DBT & CBT

If you are struggling to create the skills necessary for regulating your emotions, Cognitive Behavioral Therapy (CBT) or Dialectical Behavior Therapy (DBT) may be for you. With this model, we use a mindfulness approach to help you go beyond developing insights into why you behave, think, and feel the way you do and create new behaviors critical to living a life that feels worth living.

“Behavior” refers to anything a person thinks, feels, or does. DBT and CBT use a variety of techniques to help you change your behaviors and build a “toolbox” of skills. These skills are useful in helping you manage your emotions. These difficulties may manifest in a variety of ways, including self-destructive or self-injurious behavior, anger management problems, binge eating, ongoing relationship conflicts, and self-hatred.

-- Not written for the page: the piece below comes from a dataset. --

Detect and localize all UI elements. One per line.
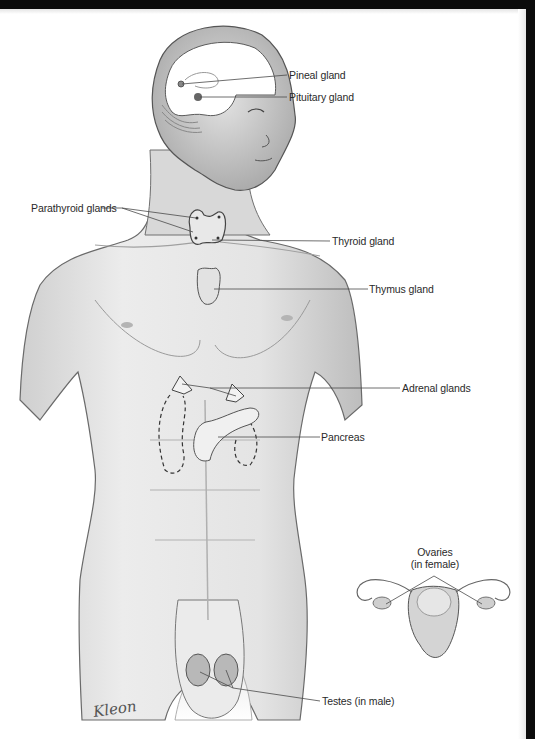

DBT is a mindfulness-based therapy that balances the use of change strategies from cognitive behavioral therapy along with acceptance strategies. DBT asserts that pervasive problems in managing emotions arise, in part, from not having the necessary skills. Therefore, DBT includes weekly skills training designed to remedy those deficits. Skills learned through DBT assist with better management of emotions, relationships, distress, and focusing on the present moment. Most importantly, when in DBT, you work on applying the skills to your particular problems and goals.